For preservation and integrity checking, use SHA-256. It is widely supported, fast enough, and free of the known weaknesses that make older algorithms a poor choice. MD5 and SHA-1 still appear in older systems and are adequate for catching accidental corruption, but both are broken against deliberate tampering, so do not rely on them where authenticity is in question. When in doubt, SHA-256 is the safe default.

A routine you can actually run

You do not need specialized preservation software to start. The command-line tools built into macOS, Linux, and Windows can generate and verify checksums for a whole directory. The pattern is always the same three steps.

First, when you take custody of a set of files, generate a manifest that lists every file and its SHA-256 hash. On macOS or Linux:

find . -type f -exec shasum -a 256 {} \; > manifest-sha256.txt

Second, store that manifest somewhere safe, ideally in more than one place and separate from the files it describes. The manifest is now your record of what "intact" means for this collection.

Third, on a schedule, verify the files against the manifest:

shasum -a 256 -c manifest-sha256.txt

Every file that still matches reports OK. Any file that changed, or went missing, is flagged. On Windows, certutil -hashfile filename SHA256 produces a hash for a single file, and PowerShell's Get-FileHash does the same across many. The BagIt specification, widely used in archives, formalizes exactly this manifest-and-verify pattern, and free tools such as Bagger and the bagit command-line libraries implement it if you want structure around the routine.

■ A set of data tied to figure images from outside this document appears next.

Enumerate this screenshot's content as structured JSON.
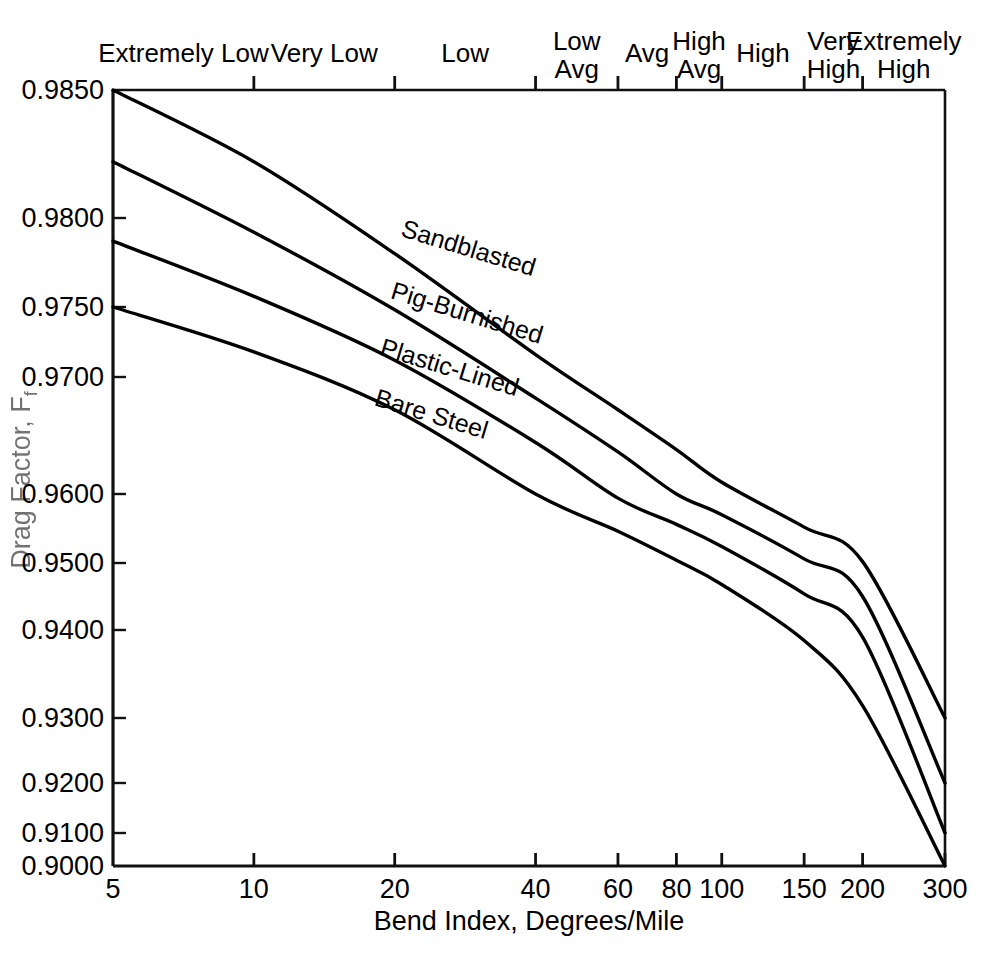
{
  "chart_data": {
    "type": "line",
    "title": "",
    "xlabel": "Bend Index, Degrees/Mile",
    "ylabel": "Drag Factor, F",
    "ylabel_subscript": "f",
    "xscale": "log",
    "xlim": [
      5,
      300
    ],
    "ylim": [
      0.9,
      0.985
    ],
    "grid": false,
    "legend": "inline-curve-labels",
    "xticks": [
      5,
      10,
      20,
      40,
      60,
      80,
      100,
      150,
      200,
      300
    ],
    "xtick_labels": [
      "5",
      "10",
      "20",
      "40",
      "60",
      "80",
      "100",
      "150",
      "200",
      "300"
    ],
    "yticks": [
      0.9,
      0.91,
      0.92,
      0.93,
      0.94,
      0.95,
      0.96,
      0.97,
      0.975,
      0.98,
      0.985
    ],
    "ytick_labels": [
      "0.9000",
      "0.9100",
      "0.9200",
      "0.9300",
      "0.9400",
      "0.9500",
      "0.9600",
      "0.9700",
      "0.9750",
      "0.9800",
      "0.9850"
    ],
    "top_axis_label": "Bend Index Category",
    "top_categories": [
      {
        "label": "Extremely Low",
        "line1": "Extremely Low",
        "line2": "",
        "range": [
          5,
          10
        ]
      },
      {
        "label": "Very Low",
        "line1": "Very Low",
        "line2": "",
        "range": [
          10,
          20
        ]
      },
      {
        "label": "Low",
        "line1": "Low",
        "line2": "",
        "range": [
          20,
          40
        ]
      },
      {
        "label": "Low Avg",
        "line1": "Low",
        "line2": "Avg",
        "range": [
          40,
          60
        ]
      },
      {
        "label": "Avg",
        "line1": "Avg",
        "line2": "",
        "range": [
          60,
          80
        ]
      },
      {
        "label": "High Avg",
        "line1": "High",
        "line2": "Avg",
        "range": [
          80,
          100
        ]
      },
      {
        "label": "High",
        "line1": "High",
        "line2": "",
        "range": [
          100,
          150
        ]
      },
      {
        "label": "Very High",
        "line1": "Very",
        "line2": "High",
        "range": [
          150,
          200
        ]
      },
      {
        "label": "Extremely High",
        "line1": "Extremely",
        "line2": "High",
        "range": [
          200,
          300
        ]
      }
    ],
    "top_tick_values": [
      10,
      20,
      40,
      60,
      80,
      100,
      150,
      200
    ],
    "x": [
      5,
      10,
      20,
      40,
      60,
      80,
      100,
      150,
      200,
      300
    ],
    "series": [
      {
        "name": "Sandblasted",
        "color": "#000000",
        "values": [
          0.985,
          0.9822,
          0.978,
          0.9716,
          0.9672,
          0.9638,
          0.961,
          0.9552,
          0.9502,
          0.93
        ]
      },
      {
        "name": "Pig-Burnished",
        "color": "#000000",
        "values": [
          0.9822,
          0.9792,
          0.9748,
          0.9682,
          0.9636,
          0.96,
          0.957,
          0.9506,
          0.945,
          0.92
        ]
      },
      {
        "name": "Plastic-Lined",
        "color": "#000000",
        "values": [
          0.9787,
          0.9756,
          0.9712,
          0.9644,
          0.9594,
          0.9556,
          0.9524,
          0.9454,
          0.9392,
          0.91
        ]
      },
      {
        "name": "Bare Steel",
        "color": "#000000",
        "values": [
          0.975,
          0.9718,
          0.9672,
          0.96,
          0.9546,
          0.9504,
          0.9468,
          0.9388,
          0.9314,
          0.9
        ]
      }
    ],
    "curve_labels": [
      {
        "text": "Sandblasted",
        "x": 20.5,
        "y": 0.979,
        "rotate": 17
      },
      {
        "text": "Pig-Burnished",
        "x": 19.5,
        "y": 0.9755,
        "rotate": 17
      },
      {
        "text": "Plastic-Lined",
        "x": 18.5,
        "y": 0.9716,
        "rotate": 17
      },
      {
        "text": "Bare Steel",
        "x": 18.0,
        "y": 0.9676,
        "rotate": 17
      }
    ]
  }
}
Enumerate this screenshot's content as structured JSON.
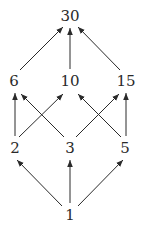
{
  "diagram": {
    "type": "hasse-diagram",
    "colors": {
      "ink": "#2a2a2a",
      "background": "#ffffff"
    },
    "nodes": [
      {
        "id": "n30",
        "label": "30",
        "x": 70,
        "y": 16
      },
      {
        "id": "n6",
        "label": "6",
        "x": 14,
        "y": 81
      },
      {
        "id": "n10",
        "label": "10",
        "x": 70,
        "y": 81
      },
      {
        "id": "n15",
        "label": "15",
        "x": 126,
        "y": 81
      },
      {
        "id": "n2",
        "label": "2",
        "x": 15,
        "y": 148
      },
      {
        "id": "n3",
        "label": "3",
        "x": 70,
        "y": 148
      },
      {
        "id": "n5",
        "label": "5",
        "x": 125,
        "y": 148
      },
      {
        "id": "n1",
        "label": "1",
        "x": 70,
        "y": 215
      }
    ],
    "edges": [
      {
        "from": "1",
        "to": "2"
      },
      {
        "from": "1",
        "to": "3"
      },
      {
        "from": "1",
        "to": "5"
      },
      {
        "from": "2",
        "to": "6"
      },
      {
        "from": "2",
        "to": "10"
      },
      {
        "from": "3",
        "to": "6"
      },
      {
        "from": "3",
        "to": "15"
      },
      {
        "from": "5",
        "to": "10"
      },
      {
        "from": "5",
        "to": "15"
      },
      {
        "from": "6",
        "to": "30"
      },
      {
        "from": "10",
        "to": "30"
      },
      {
        "from": "15",
        "to": "30"
      }
    ]
  }
}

Cadence Generate hashes at the moment you take custody. Verify on a regular schedule and after every move or copy. A check you run once and never repeat tells you almost nothing about decay over time.

Fixity is necessary but not sufficient

A checksum tells you whether a file changed. It does nothing to bring back a file that is already gone, and it cannot fix corruption on its own. That is why fixity lives inside a larger habit: keep more than one copy, on more than one kind of storage, in more than one location, and check all of them. The often-cited rule of thumb is three copies, on two different media, with one kept offsite. Fixity is what lets that rule work, because it tells you which copy is still good when the copies start to disagree.

When a check fails, the response is simple: do not panic and do not overwrite. Identify a copy whose hash still matches the manifest, restore from it, verify the restored file, and record what happened. The failure itself is useful information about that drive or that storage location, and it is worth logging so you can spot a pattern before it becomes a pattern of losses.

Where to go deeper

Two references worth knowing

The Library of Congress maintains public Sustainability of Digital Formats resources that assess specific formats for preservation suitability, which is the most useful reference when you have to defend a format decision. And the National Digital Stewardship Alliance publishes the Levels of Digital Preservation, a tiered model that lets you place your current practice and see the next concrete step up. Both are free, and both are written for practitioners rather than researchers.